I could write another blog post on my impressions of all these, but for this album I settled on bx_crispytuner.

This was one of the more artificial-sounding plugins I tried, which I was more comfortable with on this album: the goal was to make catchy songs, not necessarily to fool anybody about my singing abilities.

It also does something to the vocal timbre, which I actually like on my vocals. And it does a pretty good job of figuring out what note you’re aiming for, which reduces the work of hand-editing it the rest of the way there.

How I used auto-tune

With a home recording project like this, I just kept doing takes until I had what I wanted, as close to the target notes as I can get. So generally all the notes you hear, I sang as best I could.

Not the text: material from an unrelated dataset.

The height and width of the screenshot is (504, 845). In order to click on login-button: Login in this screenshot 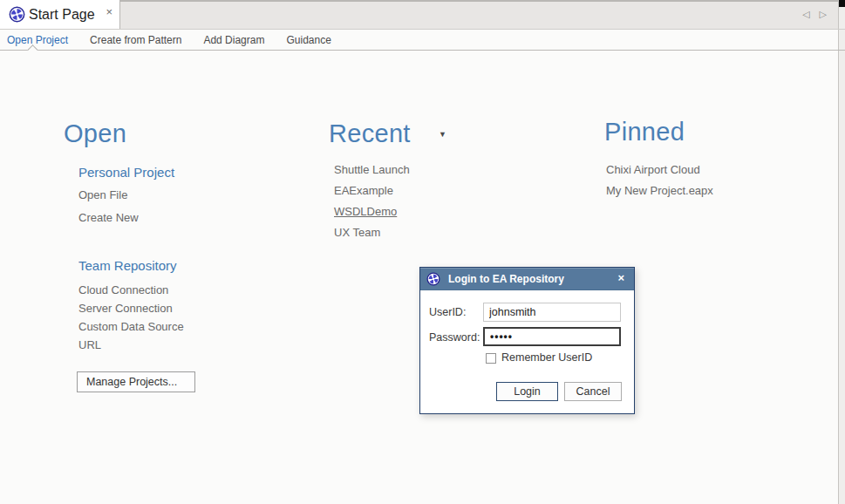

Even the low parts on Cinemascope–I sung those notes and then shifted the formant to make it sound like it was pitched down, but it’s not. (The rap verse on Wij Bevonden Ons uses a similar effect.)

One exception would be the harmony on Perfect Imagining, which is a pitched-up copy of the lead vocal. Harmonies made this way often get lost in the mix, and end up sounding like overtones/undertones of the lead vocal, but in this song’s arrangement, I needed the timing to be an exact match.

Other vocalish stuff

The gang vocals on I’m Gonna Sleep were just multiple tracks of me doing grunty voices.

Wij Bevonden Ons also includes a bit of Chipspeech. While I used a vocal synth for a gospel choir on the last album, I think these days, with the proliferation of deceptive AI-based tools, I’d maybe rather inlist actual backing singers, or use a more obvious fake, like Yamaha Vocaloid or Chipspeech.